Tremearne shook his head. “No idea. Looks like a wall, that’s all. But there is a road alongside it. Which appears to be the only road leading in from the plain.”

I poked my finger into the holomap.

“Here. Where the road fades and runs out in the grass. That’s where we have to go. Unless anyone has a better idea?”

“Looks good to me,” Tremearne said. “I’ll land you on this bit of plateau, beyond this ridge where we won’t be seen. Then I’ll take the launch out of there and stay in touch with you by radio.”

We unloaded. “Sleep first,” Floyd yawned. “It’s been a long night.”

It was even longer than that, what with the longer days here. Tremearne took off and we settled down to sleep. We slept, and woke up and it was still dark. Slept some more. At least the others snored on: I had too much on my mind to drift off as easily as they did. We had a clue now to the whereabouts of the alien artifact. A clue that was useless until we started looking. And we couldn’t look in the darkness. And I had how many days left before the thirty-day poison zonked me? I counted on my fingers. Just about eighteen gone, which left twelve to go. Wonderful. Or had I counted wrong? I started again with the fingers, then grew angry with myself. Enough with the fingers already. I clicked on my computer and wrote a quick program. Then touched D for deadline-or death, whatever-and a glowing eighteen appeared before me accompanied by a flickering twelve. Not that I enjoyed looking at them, mind you, but this way I could stop worrying about the changing count. Some part of me must have been satisfied with this because I fell deeply asleep.

Finally, with great reluctance and sloth, the sky lightened and another day began. Before it was completely light the Captain drifted the launch in low and slow behind the hills, boarded us, then let us out behind the final ridge.

“Good luck,” he said, with a certain grimness. The port ground shut and the launch moved away and vanished in the growing light. Scarcely aware of what I was doing I punched D into the computer. The numbers snapped into existence, vanished just as quickly. But I remembered. Day nineteen.

Chapter 12

Dawn crept on interminably as we walked, the sun dragging itself up over the horizon only with great reluctance. It was still not quite full daylight when we came to what had to be the beginning of the wall. Just a single row of bricks almost hidden in the grass.

“What do you think?” I asked of no one in particular.

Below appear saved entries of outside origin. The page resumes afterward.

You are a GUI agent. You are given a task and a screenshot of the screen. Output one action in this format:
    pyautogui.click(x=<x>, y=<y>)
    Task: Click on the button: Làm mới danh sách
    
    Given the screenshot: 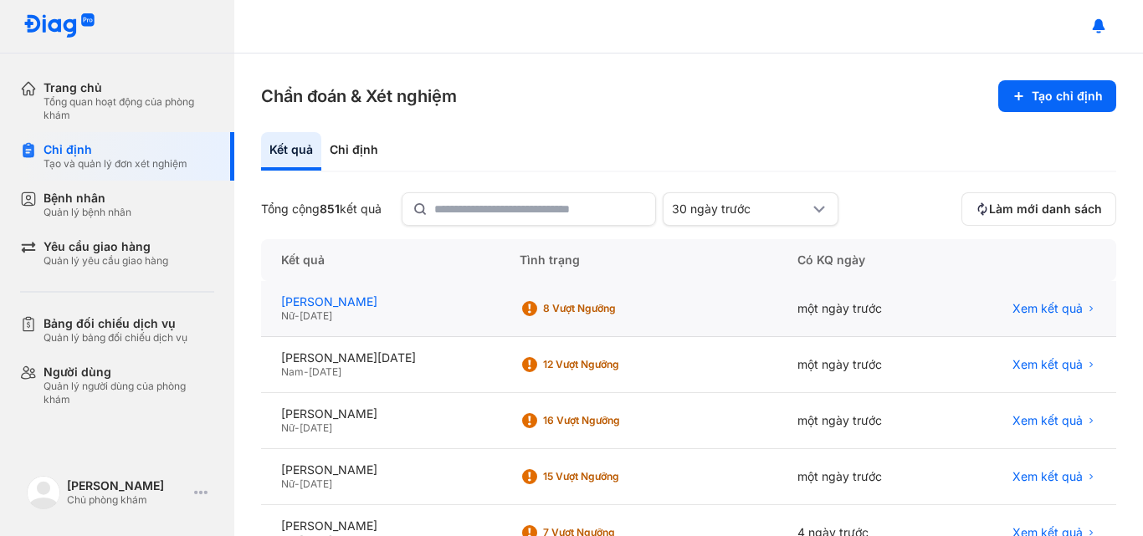 What is the action you would take?
    pyautogui.click(x=1038, y=209)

Steengo bent and rapped one with his knuckles.

“Brick,” he said.

“Red brick,” Madonette said brightly.

“Thanks, thanks,” I mumbled with complete lack of appreciation.

There was a barely visible path next to the right-hand side of the row of bricks; for want of a better idea we began walking along it.

“It’s higher, see,” Floyd said, pointing. “A second course has been added.”

“And more still ahead,” Madonette said. “Three bricks high now.”

“What’s this?” Steengo said, bending and pushing the grass aside to look more closely, touching the brick with his fingertip. “There’s some kind of symbol stamped into each of the bricks.” We all looked now.

“Sort of a circle with an arrow sticking out of it.”

“Arrow… circle,” I muttered. A sudden intuition bounced about inside my skull. “I’ve seen that symbol before -yes indeed! Would someone kindly step over the wall and see if there is a circle with a cross sticking out of it on the other side.”